Haunted Listings: A Realtor’s Deal with the Dead
Farah was a star real estate agent.
Smart, stylish, and so persuasive she could sell a 1980s one-bedroom with no ventilation as “a cozy retro capsule.” She prided herself on finding the perfect homes for her clients. Her Instagram (@farahsellsfast) had boomed thanks to her signature tagline:
“This house just needs love!”
But lately, she was starting to wonder if some houses didn’t want love —
They wanted revenge.
It started subtly.
A newly listed bungalow in PECHS (with questionable plumbing but a great school nearby) gave her the creeps. Not the usual Karachi-creeps, like stray cats fighting or mysterious sewer smells. This was colder. Quieter. Off.
She ignored it. Until one day, she was giving a tour and a client asked:
“Is the old man in the living room part of the staff?”
Farah froze. The house was empty.
That night, she came back to double-check the keys and saw it —
an old man in a white kurta staring out the window. He turned, gave her the saddest smile she’d ever seen… and vanished.
After that, it escalated. A woman in Gulshan refused to leave the nursery, still humming lullabies no one could hear but the babies. A teenager kept playing old Strings cassettes in the attic of a Defence duplex. Someone — or something — kept resetting the dining table for six in a Korangi house where no one had eaten for years.
The houses weren’t haunted in the usual horror-film way. There were no flying plates or screams in the dark. And the spirits? They weren’t angry. They were just… heartbroken. As if they missed the people who once made them homes.
One night, Farah sat in a cold drawing room, sipping chai that had somehow brewed itself (ghost hospitality is real), and finally whispered:
“I get it. You don’t want to be forgotten. But can we work something out?”
She proposed a plan:
If the ghosts helped make the house more appealing, she'd promise to sell only to kind people. People who’d listen to the walls. Who wouldn’t bulldoze every crack in its memory.
To her surprise, the ghosts agreed.
Now? Farah’s listings are the hottest in the city.
Clients walk in to fresh smells of baking (ghost brownies), soft warm lighting (courtesy of a former electrician who died in the 80s), and that eerie but oddly comforting feeling that someone is watching — in a good way. There’s always a candle already lit. A fan that knows just the right speed.
Farah has a new tagline now:
“Some houses just come with history… and excellent ghost staging.”
And business?
Hauntingly good.
😱😱
ReplyDeleteOMG
ReplyDeletelowkey wholesome 😭😭
ReplyDeleteDamn this creeped me out
ReplyDeleteThis was sooo good!
ReplyDeleteThis comment has been removed by the author.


Task instructions: Return every line in the entries below where the word "decisions" shows up.

Dataset listings of figures:
*****
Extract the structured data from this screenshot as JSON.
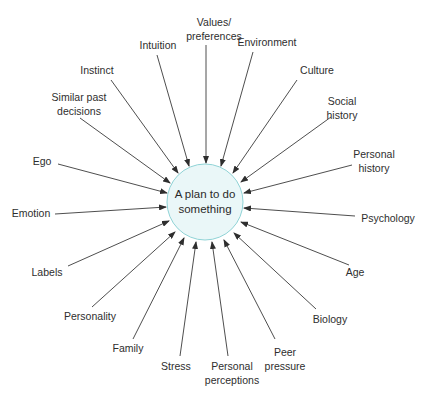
{
  "diagram": {
    "type": "radial-influence",
    "center": {
      "label_line1": "A plan to do",
      "label_line2": "something",
      "x": 205,
      "y": 202,
      "r": 38,
      "fill": "#eaf7f8",
      "stroke": "#8fd3d6"
    },
    "line_color": "#3a3a3a",
    "factors": [
      {
        "id": "values-preferences",
        "line1": "Values/",
        "line2": "preferences",
        "tx": 214,
        "ty": 29,
        "x1": 206,
        "y1": 45,
        "x2": 206,
        "y2": 163
      },
      {
        "id": "intuition",
        "line1": "Intuition",
        "line2": "",
        "tx": 158,
        "ty": 45,
        "x1": 157,
        "y1": 55,
        "x2": 189,
        "y2": 166
      },
      {
        "id": "environment",
        "line1": "Environment",
        "line2": "",
        "tx": 267,
        "ty": 42,
        "x1": 253,
        "y1": 52,
        "x2": 221,
        "y2": 166
      },
      {
        "id": "instinct",
        "line1": "Instinct",
        "line2": "",
        "tx": 97,
        "ty": 70,
        "x1": 111,
        "y1": 80,
        "x2": 178,
        "y2": 173
      },
      {
        "id": "culture",
        "line1": "Culture",
        "line2": "",
        "tx": 317,
        "ty": 70,
        "x1": 297,
        "y1": 80,
        "x2": 233,
        "y2": 173
      },
      {
        "id": "similar-past-decisions",
        "line1": "Similar past",
        "line2": "decisions",
        "tx": 79,
        "ty": 104,
        "x1": 80,
        "y1": 118,
        "x2": 170,
        "y2": 183
      },
      {
        "id": "social-history",
        "line1": "Social",
        "line2": "history",
        "tx": 342,
        "ty": 108,
        "x1": 331,
        "y1": 117,
        "x2": 241,
        "y2": 182
      },
      {
        "id": "personal-history",
        "line1": "Personal",
        "line2": "history",
        "tx": 374,
        "ty": 161,
        "x1": 352,
        "y1": 165,
        "x2": 244,
        "y2": 193
      },
      {
        "id": "ego",
        "line1": "Ego",
        "line2": "",
        "tx": 42,
        "ty": 161,
        "x1": 58,
        "y1": 164,
        "x2": 167,
        "y2": 193
      },
      {
        "id": "emotion",
        "line1": "Emotion",
        "line2": "",
        "tx": 31,
        "ty": 213,
        "x1": 55,
        "y1": 214,
        "x2": 166,
        "y2": 207
      },
      {
        "id": "psychology",
        "line1": "Psychology",
        "line2": "",
        "tx": 388,
        "ty": 218,
        "x1": 355,
        "y1": 216,
        "x2": 244,
        "y2": 208
      },
      {
        "id": "labels",
        "line1": "Labels",
        "line2": "",
        "tx": 47,
        "ty": 272,
        "x1": 68,
        "y1": 266,
        "x2": 169,
        "y2": 221
      },
      {
        "id": "age",
        "line1": "Age",
        "line2": "",
        "tx": 355,
        "ty": 272,
        "x1": 349,
        "y1": 265,
        "x2": 241,
        "y2": 222
      },
      {
        "id": "personality",
        "line1": "Personality",
        "line2": "",
        "tx": 90,
        "ty": 316,
        "x1": 92,
        "y1": 307,
        "x2": 175,
        "y2": 232
      },
      {
        "id": "biology",
        "line1": "Biology",
        "line2": "",
        "tx": 330,
        "ty": 319,
        "x1": 316,
        "y1": 309,
        "x2": 234,
        "y2": 233
      },
      {
        "id": "family",
        "line1": "Family",
        "line2": "",
        "tx": 128,
        "ty": 348,
        "x1": 133,
        "y1": 339,
        "x2": 184,
        "y2": 238
      },
      {
        "id": "stress",
        "line1": "Stress",
        "line2": "",
        "tx": 176,
        "ty": 366,
        "x1": 180,
        "y1": 356,
        "x2": 196,
        "y2": 242
      },
      {
        "id": "personal-perceptions",
        "line1": "Personal",
        "line2": "perceptions",
        "tx": 232,
        "ty": 373,
        "x1": 228,
        "y1": 356,
        "x2": 212,
        "y2": 242
      },
      {
        "id": "peer-pressure",
        "line1": "Peer",
        "line2": "pressure",
        "tx": 285,
        "ty": 359,
        "x1": 275,
        "y1": 339,
        "x2": 224,
        "y2": 240
      }
    ]
  }
}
*****
The answer:
        "id": "similar-past-decisions",
        "line2": "decisions",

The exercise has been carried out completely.